Fear in Cages vs Cage-free systems
Several studies have found that hens reared or housed in cage-free systems are less fearful than hens kept in conventional cages. Aviary-reared birds show reduced fear responses in tonic immobility, novel object, and novel environment tests, spend more time near humans and novel objects, use elevated areas more readily, and perform better in spatial memory tasks than cage-reared birds (Hansen et al., 1993; Tahamtani et al., 2015; Brantsaeter et al., 2016). They suggest that the more complex environments in cage-free systems may reduce fearfulness and improve behavioural adaptability. See box 9.2 of the laying book for more details.
Behavioural and Physiological Indicators as a standard for welfare-related decisions
Welfare is multidimensional, and cumulative experience matters. So unfortunately no single behavioural or physiological measure, or restricted set of measures, can provide a complete picture of welfare, nor even for humans (for which calibration is possible). Behavioral, immunological, neurological, and physiological measures are valuable for inferring states associated with specific experiences, often at specific points in time. However, they are insufficient for overall welfare assessments, as well as confounded by multiple factors, and more reliable for acute rather than chronic harms (particularly immunology and physiology). Because they are typically species-, harm- and context-specific, they also do not enable comparisons across harms, systems and species. Several attempts have been made in recent years to design an umbrella measure of welfare (e.g., telomere length, cognitive bias tests), but so far unsuccessful. That’s not to say indicators are not useful: we rely heavily on them for our work, and believe having more monitoring systems and research would be extremely needed. But for overall welfare assessments and system comparisons as in the case of cage-free transitions, we need welfare metrics, which integrate evidence from multiple welfare dimensions, providing a stronger basis to infer cumulative experience.
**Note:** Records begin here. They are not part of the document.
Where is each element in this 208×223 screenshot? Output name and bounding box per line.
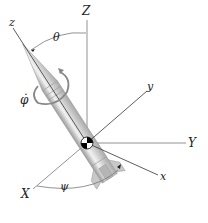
z-axis-label: z xyxy=(8,16,15,29)
theta-label: θ xyxy=(53,31,60,44)
Y-axis-label: Y xyxy=(188,136,197,150)
y-body-axis xyxy=(87,91,147,143)
x-axis-label: x xyxy=(160,170,167,183)
Z-axis-label: Z xyxy=(81,4,91,18)
z-body-axis xyxy=(13,28,87,143)
rocket-diagram: Z Y X z y x θ ψ φ̇ xyxy=(0,0,208,223)
phi-dot-label: φ̇ xyxy=(20,93,29,107)
psi-label: ψ xyxy=(60,180,69,193)
y-axis-label: y xyxy=(146,80,154,93)
center-of-mass-icon xyxy=(81,137,93,149)
X-axis-label: X xyxy=(20,187,30,201)
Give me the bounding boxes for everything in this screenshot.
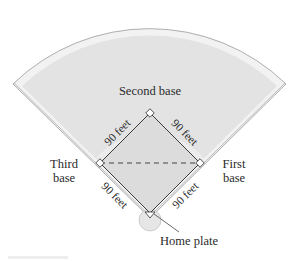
first-base-label-line1: First	[223, 157, 246, 171]
cut-off-caption-trace	[8, 256, 68, 259]
baseball-field-diagram: Second base Third base First base Home p…	[0, 0, 298, 261]
first-base-label-line2: base	[223, 171, 246, 185]
second-base-label: Second base	[119, 84, 182, 98]
third-base-label-line2: base	[53, 171, 76, 185]
third-base-label-line1: Third	[50, 157, 79, 171]
home-plate-label: Home plate	[160, 234, 218, 248]
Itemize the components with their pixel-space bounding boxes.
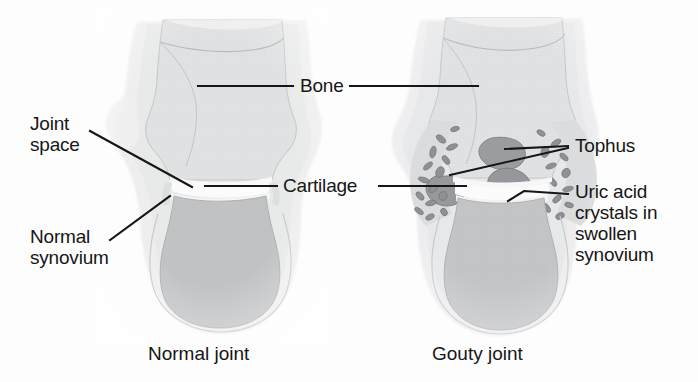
- label-uric-acid-crystals: Uric acid crystals in swollen synovium: [575, 181, 657, 265]
- label-bone: Bone: [300, 75, 344, 96]
- label-joint-space: Joint space: [30, 113, 80, 155]
- label-normal-synovium: Normal synovium: [30, 226, 109, 268]
- caption-gouty-joint: Gouty joint: [432, 343, 523, 364]
- gouty-joint-illustration: [380, 6, 620, 346]
- label-tophus: Tophus: [575, 135, 635, 156]
- figure-canvas: Bone Joint space Cartilage Normal synovi…: [0, 0, 698, 382]
- label-cartilage: Cartilage: [283, 175, 357, 196]
- caption-normal-joint: Normal joint: [148, 343, 249, 364]
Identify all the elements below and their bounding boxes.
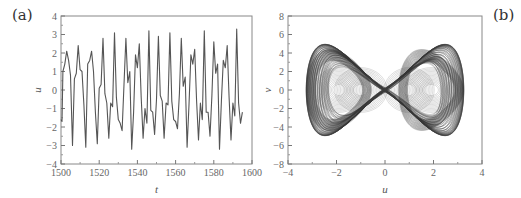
x-tick-label: −2 xyxy=(331,167,342,178)
time-series-line xyxy=(61,29,242,149)
y-tick-label: 0 xyxy=(279,85,284,96)
x-tick-label: 4 xyxy=(480,167,485,178)
y-tick-label: −8 xyxy=(273,159,284,170)
y-tick-label: −2 xyxy=(273,103,284,114)
y-tick-label: 2 xyxy=(52,48,57,59)
y-tick-label: −2 xyxy=(46,122,57,133)
x-axis-label: u xyxy=(382,183,388,195)
x-tick-label: −4 xyxy=(283,167,294,178)
y-axis-label: v xyxy=(261,87,273,92)
y-tick-label: 3 xyxy=(52,29,57,40)
attractor-trajectory xyxy=(306,44,464,135)
plot-a: 150015201540156015801600−4−3−2−101234tu xyxy=(31,11,262,196)
y-tick-label: −4 xyxy=(273,122,284,133)
x-axis-label: t xyxy=(155,183,159,195)
x-tick-label: 1560 xyxy=(166,167,186,178)
y-tick-label: −4 xyxy=(46,159,57,170)
y-tick-label: 8 xyxy=(279,11,284,22)
y-tick-label: 2 xyxy=(279,66,284,77)
y-tick-label: 6 xyxy=(279,29,284,40)
y-tick-label: 0 xyxy=(52,85,57,96)
x-tick-label: 1600 xyxy=(242,167,262,178)
x-tick-label: 0 xyxy=(383,167,388,178)
x-tick-label: 1520 xyxy=(89,167,109,178)
x-tick-label: 1580 xyxy=(204,167,224,178)
y-axis-label: u xyxy=(31,87,43,93)
y-tick-label: −6 xyxy=(273,140,284,151)
figure-canvas: 150015201540156015801600−4−3−2−101234tu … xyxy=(0,0,521,198)
y-tick-label: 4 xyxy=(52,11,57,22)
y-tick-label: 1 xyxy=(52,66,57,77)
y-tick-label: −1 xyxy=(46,103,57,114)
plot-b: −4−2024−8−6−4−202468uv xyxy=(261,11,485,196)
y-tick-label: 4 xyxy=(279,48,284,59)
y-tick-label: −3 xyxy=(46,140,57,151)
x-tick-label: 2 xyxy=(431,167,436,178)
x-tick-label: 1540 xyxy=(127,167,147,178)
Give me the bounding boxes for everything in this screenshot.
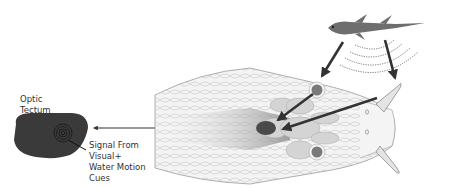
- optic-tectum: [14, 113, 88, 158]
- diagram-canvas: Optic Tectum Signal From Visual+ Water M…: [0, 0, 449, 188]
- signal-label: Signal From Visual+ Water Motion Cues: [89, 140, 146, 184]
- brain-tectum-region: [256, 121, 276, 135]
- label-line: Optic: [20, 94, 51, 105]
- optic-tectum-label: Optic Tectum: [20, 94, 51, 116]
- label-line: Tectum: [20, 105, 51, 116]
- fish: [328, 14, 425, 40]
- label-line: Visual+: [89, 151, 146, 162]
- label-line: Water Motion: [89, 162, 146, 173]
- label-line: Signal From: [89, 140, 146, 151]
- snake-head: [155, 68, 395, 184]
- label-line: Cues: [89, 173, 146, 184]
- water-ripples: [340, 40, 418, 73]
- diagram-svg: [0, 0, 449, 188]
In case it’s useful, here we discuss in more detail the differences between welfare metrics and welfare indicators.
Thank you again for this critical analysis!
Cynthia
Hi Vasco, my sense is that moving from cages (even if furnished)to cage-free aviaries is an improvement, for the reasons I mentioned in my earlier response. Right now, with the evidence gaps there are, it’s very hard though to make a reliable distinction between 10th percentiles.